Gender biases in technology

How they are shaping our world.

A design approach to discover gender bias

The thesis development explores the creation of a methodology able to help designers throughout the different process phases to identify and take action on personal creators’, companions’ and algorithm’s, and the final users’ gender bias to break the loop which binds and amplify them.

The lack of female representation in the hyper-personalised technology development like digital companions, as well as ideal of final users, led to artefacts which creates gender exclusion, amplified by algorithms. They reflect only a circle of users and not underrepresented categories like women. One of the main causes is the gender bias living in the single person, inside the group work, the society and a specific culture. If it is not overcome, gender bias can be embedded inside both the digital companion and its algorithm, shape and functionalities which can amplify the person’s and creator’s gender bias and it can be transferred directly through the use to the final user. This thesis explores the design possibility to take action into the digital companion design process to investigate, understand and overcome creators’ gender biases. The objectives are to avoid personal gender bias transmission to the artifacts, to transform gender diversity into new opportunities for the user, and to lower the impact of gender bias flow into the society through the creation of a more inclusive companion.

Year

2020

Reference Lab

IEX Interaction & Experience Design Lab

Project Team

Supervisor: Professor Laura Varisco

Student: Elena Panciroli

Extracting guidelines for biases identification

Through the analysis of the existing tools, researches and case studies, it is possible to extract some insights and reflections to understand which phases could face gender biases. It has been considered the tools which can be applied to the design of new technologies and digital artifacts, services and systems to investigate which are the most suitable researches. Therefore, tools’ action focus on the user in two ways: the first one is related to the personal sphere of designers’ actions and the second one is related to the exploration of a respectful consideration of users as dynamic people with needs. The personal sphere of designers considers the biases designers have to overcome as a person and teamwork to conduct a design process not based on personal assumptions and biases but a balanced analysis of the user. The exploration of users’ experience analyses the dynamic people has to face in everyday life situations, considering how exclusion can happen and which situations could be fixed through a conscious design process. Afterwards, these two main lines alongside the design process analysis may highlight which steps have been more subject to gender biases, becoming an opportunity to understand in which part of the process the hypothesis of a methodology could be effective to help designers overcome gender biases.

The methodology focuses on the investigation of the latter in an analysis of the user as the main character running through the design process. The user should be able to understand, empathize and defeat gender bias during the design of AI digital companion. Therefore, the analysis of the user should embrace user needs first defining a target, then explore users’ approach and thoughts to define their knowledge about gender bias and digital companions’ complexity.
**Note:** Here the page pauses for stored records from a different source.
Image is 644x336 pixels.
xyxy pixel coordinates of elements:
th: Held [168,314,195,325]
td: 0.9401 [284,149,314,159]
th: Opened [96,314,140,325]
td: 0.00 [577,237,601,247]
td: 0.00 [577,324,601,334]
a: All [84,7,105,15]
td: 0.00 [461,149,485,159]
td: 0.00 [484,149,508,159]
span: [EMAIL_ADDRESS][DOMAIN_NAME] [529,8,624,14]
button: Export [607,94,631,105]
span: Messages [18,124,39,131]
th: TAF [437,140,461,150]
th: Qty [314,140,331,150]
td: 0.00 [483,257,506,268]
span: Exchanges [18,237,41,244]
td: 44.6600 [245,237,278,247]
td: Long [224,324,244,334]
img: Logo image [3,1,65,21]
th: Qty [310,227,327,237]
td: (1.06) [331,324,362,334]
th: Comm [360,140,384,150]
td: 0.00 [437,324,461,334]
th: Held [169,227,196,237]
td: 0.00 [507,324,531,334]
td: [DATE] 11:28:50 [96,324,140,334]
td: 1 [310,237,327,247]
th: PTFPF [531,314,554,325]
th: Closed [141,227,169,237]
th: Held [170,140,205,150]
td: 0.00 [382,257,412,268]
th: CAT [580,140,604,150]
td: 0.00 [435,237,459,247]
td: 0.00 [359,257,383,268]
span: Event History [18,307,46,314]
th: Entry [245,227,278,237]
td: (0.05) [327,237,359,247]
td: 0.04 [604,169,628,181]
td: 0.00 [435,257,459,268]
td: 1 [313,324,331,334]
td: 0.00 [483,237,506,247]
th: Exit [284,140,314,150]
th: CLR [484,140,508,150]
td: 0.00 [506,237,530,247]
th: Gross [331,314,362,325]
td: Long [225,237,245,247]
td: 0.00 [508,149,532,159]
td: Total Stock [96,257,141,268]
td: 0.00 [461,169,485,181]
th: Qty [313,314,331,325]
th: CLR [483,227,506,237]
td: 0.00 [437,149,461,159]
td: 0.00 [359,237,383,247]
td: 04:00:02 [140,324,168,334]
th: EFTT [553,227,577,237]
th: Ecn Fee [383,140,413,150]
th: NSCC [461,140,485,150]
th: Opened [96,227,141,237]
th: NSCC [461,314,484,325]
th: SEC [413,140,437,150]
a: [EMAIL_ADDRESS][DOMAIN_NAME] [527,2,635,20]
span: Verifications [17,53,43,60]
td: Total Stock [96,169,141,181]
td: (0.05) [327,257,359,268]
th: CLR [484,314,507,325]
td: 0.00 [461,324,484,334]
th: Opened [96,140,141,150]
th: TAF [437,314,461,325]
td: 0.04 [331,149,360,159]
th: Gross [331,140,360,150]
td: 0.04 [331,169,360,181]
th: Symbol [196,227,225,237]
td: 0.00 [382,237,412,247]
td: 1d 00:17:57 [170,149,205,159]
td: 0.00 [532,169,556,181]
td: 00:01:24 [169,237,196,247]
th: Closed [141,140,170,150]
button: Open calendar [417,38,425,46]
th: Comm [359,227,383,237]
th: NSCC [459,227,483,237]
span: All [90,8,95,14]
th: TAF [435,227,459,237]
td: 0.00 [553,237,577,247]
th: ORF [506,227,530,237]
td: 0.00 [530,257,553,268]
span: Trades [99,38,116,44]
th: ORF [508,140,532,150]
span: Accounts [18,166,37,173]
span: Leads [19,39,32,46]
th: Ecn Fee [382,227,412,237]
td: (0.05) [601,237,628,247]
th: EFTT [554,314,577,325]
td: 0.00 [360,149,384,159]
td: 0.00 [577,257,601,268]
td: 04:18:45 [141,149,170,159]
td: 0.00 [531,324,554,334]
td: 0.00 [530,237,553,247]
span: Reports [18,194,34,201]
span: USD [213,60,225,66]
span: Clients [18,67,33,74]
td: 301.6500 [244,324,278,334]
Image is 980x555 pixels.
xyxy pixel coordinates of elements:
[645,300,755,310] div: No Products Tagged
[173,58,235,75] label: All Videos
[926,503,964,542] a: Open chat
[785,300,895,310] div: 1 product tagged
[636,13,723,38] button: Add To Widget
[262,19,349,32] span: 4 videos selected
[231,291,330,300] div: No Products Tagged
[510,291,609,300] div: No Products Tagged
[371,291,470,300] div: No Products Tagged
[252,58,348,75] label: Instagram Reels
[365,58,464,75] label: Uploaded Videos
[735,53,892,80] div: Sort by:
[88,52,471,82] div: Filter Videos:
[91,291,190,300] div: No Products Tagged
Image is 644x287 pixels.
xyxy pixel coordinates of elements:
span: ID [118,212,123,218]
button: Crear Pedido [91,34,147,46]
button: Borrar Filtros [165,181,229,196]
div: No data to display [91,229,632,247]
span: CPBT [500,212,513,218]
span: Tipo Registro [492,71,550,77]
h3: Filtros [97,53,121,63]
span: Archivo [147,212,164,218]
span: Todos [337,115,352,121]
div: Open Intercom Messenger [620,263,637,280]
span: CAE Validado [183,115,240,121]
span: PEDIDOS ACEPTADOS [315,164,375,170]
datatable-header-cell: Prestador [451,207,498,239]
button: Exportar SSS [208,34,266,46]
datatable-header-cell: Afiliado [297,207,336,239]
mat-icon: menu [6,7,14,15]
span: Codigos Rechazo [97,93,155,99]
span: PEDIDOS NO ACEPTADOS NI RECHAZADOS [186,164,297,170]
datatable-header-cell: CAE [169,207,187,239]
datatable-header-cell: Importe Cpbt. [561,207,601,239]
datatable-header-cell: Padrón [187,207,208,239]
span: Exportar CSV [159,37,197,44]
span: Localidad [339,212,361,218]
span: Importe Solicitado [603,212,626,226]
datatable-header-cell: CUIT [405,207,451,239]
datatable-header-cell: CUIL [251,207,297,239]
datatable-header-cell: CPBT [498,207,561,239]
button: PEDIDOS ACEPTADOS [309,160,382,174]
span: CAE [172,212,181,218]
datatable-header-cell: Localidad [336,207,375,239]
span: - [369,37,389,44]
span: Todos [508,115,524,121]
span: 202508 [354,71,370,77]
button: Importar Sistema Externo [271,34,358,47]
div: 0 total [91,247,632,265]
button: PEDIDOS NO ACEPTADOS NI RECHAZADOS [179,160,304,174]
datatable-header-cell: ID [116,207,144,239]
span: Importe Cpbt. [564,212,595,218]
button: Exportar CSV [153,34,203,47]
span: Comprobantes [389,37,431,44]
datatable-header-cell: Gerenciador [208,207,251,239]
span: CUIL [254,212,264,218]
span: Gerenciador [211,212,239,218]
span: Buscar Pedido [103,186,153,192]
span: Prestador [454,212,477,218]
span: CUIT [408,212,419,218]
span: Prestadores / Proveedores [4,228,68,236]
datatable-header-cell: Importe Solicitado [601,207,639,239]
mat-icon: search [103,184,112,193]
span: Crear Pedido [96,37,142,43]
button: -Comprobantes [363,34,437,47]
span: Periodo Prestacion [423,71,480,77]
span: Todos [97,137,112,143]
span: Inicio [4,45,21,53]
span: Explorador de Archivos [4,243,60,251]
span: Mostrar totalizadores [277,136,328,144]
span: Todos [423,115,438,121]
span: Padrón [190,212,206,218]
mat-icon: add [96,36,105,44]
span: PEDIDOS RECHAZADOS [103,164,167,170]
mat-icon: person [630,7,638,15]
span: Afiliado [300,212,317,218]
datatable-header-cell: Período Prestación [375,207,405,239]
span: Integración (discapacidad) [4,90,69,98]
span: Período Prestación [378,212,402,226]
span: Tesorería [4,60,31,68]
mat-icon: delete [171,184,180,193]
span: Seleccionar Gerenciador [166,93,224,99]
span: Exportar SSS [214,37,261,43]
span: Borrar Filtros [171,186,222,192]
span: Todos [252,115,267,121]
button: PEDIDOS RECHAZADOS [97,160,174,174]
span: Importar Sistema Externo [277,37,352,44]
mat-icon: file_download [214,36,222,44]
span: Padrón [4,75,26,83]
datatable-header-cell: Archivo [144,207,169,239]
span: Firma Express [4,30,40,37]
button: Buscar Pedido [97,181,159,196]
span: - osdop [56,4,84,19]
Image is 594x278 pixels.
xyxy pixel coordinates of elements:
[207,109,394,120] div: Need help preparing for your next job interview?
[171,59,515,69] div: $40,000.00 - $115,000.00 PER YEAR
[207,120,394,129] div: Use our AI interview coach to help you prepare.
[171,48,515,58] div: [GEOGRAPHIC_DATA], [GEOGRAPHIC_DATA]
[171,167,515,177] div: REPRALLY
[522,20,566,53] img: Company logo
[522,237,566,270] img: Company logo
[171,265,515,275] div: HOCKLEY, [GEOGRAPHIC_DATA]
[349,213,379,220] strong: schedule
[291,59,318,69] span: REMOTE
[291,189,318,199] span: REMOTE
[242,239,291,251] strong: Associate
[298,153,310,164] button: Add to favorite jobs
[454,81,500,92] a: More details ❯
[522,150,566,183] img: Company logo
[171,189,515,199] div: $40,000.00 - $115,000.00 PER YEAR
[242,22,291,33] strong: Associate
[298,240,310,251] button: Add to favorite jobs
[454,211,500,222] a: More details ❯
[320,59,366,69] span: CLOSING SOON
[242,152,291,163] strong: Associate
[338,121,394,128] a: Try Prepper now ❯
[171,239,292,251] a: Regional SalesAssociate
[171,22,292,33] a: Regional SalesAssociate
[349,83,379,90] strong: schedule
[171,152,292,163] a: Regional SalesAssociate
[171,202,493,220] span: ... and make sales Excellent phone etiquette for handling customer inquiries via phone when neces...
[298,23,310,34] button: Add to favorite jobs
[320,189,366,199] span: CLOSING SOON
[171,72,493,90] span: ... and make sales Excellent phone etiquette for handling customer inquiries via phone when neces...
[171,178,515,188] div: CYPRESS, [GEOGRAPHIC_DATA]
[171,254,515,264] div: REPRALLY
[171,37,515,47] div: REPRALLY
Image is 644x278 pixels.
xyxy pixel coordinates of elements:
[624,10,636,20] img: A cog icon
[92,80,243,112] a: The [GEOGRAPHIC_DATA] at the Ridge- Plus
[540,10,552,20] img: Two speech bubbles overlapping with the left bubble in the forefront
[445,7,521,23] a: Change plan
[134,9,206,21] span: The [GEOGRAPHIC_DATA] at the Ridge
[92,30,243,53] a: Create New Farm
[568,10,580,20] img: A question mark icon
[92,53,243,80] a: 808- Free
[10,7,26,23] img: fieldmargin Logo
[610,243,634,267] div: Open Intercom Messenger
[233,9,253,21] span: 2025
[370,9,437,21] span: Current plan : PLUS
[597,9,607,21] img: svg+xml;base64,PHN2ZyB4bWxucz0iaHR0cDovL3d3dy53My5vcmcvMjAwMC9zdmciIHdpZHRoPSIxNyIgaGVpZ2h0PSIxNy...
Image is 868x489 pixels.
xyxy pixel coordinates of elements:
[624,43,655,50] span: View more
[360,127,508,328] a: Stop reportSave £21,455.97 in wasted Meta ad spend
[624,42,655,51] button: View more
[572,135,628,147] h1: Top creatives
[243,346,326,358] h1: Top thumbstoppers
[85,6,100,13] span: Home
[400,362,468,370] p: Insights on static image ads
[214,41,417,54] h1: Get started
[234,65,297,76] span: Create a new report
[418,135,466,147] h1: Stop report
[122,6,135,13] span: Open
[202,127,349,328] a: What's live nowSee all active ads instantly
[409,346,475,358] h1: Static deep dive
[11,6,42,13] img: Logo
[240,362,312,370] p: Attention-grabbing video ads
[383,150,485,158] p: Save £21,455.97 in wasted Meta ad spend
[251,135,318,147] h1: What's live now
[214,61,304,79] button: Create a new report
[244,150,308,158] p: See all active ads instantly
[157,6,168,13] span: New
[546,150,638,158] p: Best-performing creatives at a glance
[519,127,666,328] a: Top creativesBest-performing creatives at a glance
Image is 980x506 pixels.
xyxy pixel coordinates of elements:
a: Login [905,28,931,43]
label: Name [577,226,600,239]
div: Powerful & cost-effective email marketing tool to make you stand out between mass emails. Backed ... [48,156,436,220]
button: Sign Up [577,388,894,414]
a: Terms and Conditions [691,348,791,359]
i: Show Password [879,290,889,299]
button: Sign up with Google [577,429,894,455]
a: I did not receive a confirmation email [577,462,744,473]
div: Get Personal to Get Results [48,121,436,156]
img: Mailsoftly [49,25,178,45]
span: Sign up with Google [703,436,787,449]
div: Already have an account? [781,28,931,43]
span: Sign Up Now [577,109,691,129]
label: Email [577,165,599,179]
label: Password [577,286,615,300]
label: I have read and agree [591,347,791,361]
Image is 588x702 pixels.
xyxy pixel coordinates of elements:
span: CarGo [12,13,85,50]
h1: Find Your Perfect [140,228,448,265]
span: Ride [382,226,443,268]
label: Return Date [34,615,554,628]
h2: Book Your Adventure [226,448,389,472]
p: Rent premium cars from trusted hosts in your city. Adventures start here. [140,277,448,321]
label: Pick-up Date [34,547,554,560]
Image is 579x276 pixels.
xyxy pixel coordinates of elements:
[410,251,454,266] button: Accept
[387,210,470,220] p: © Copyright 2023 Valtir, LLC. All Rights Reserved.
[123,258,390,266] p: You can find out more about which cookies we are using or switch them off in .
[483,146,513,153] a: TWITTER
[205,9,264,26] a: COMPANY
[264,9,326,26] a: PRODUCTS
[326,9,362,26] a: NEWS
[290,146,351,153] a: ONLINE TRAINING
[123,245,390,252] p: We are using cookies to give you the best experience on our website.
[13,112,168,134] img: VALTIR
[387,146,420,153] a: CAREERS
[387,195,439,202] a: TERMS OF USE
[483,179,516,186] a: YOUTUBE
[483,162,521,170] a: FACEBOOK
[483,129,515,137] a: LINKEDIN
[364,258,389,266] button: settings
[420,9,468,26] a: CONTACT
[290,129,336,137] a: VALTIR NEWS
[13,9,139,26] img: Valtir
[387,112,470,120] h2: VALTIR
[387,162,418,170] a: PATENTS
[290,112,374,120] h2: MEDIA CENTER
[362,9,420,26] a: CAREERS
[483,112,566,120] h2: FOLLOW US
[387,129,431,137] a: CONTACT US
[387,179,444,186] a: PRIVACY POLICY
We interviewed designers considering them according to their different learning levels: students, researchers, professionals or workers.

The guidelines involve principles framed inside the three-design process area, inspiration, ideation, implementation, and an initial phase of set-up. All the principles are fostering an analysis of gender inclusion.

A design tool to validate the identified guidelines

To test and validate the guidelines, they become the backbone of design support able to structure the milestones needed to face the most controversial parts of the process. The design support shaped like activity cards have a more suitable shape to be used during the design process, brainstorming and activities involved.

Learning from the tool evaluation

The evaluation of the final testing arises some key point to consider in the conclusions. The inspiration phase reached its objectives to raise the awareness of designers about gender bias identifying possible gendered products on the market and a broader view and consideration of the user as a dynamic person. The lack of direct contact with the users and a piece of background knowledge about digital companions caused difficulties in the ideation and inspiration phase, preventing them from completing their analysis fully. The ideation phase was a problematic part of the project to be tested in a remote workshop because it requires a right level of definition of objectives which needs a more extended period.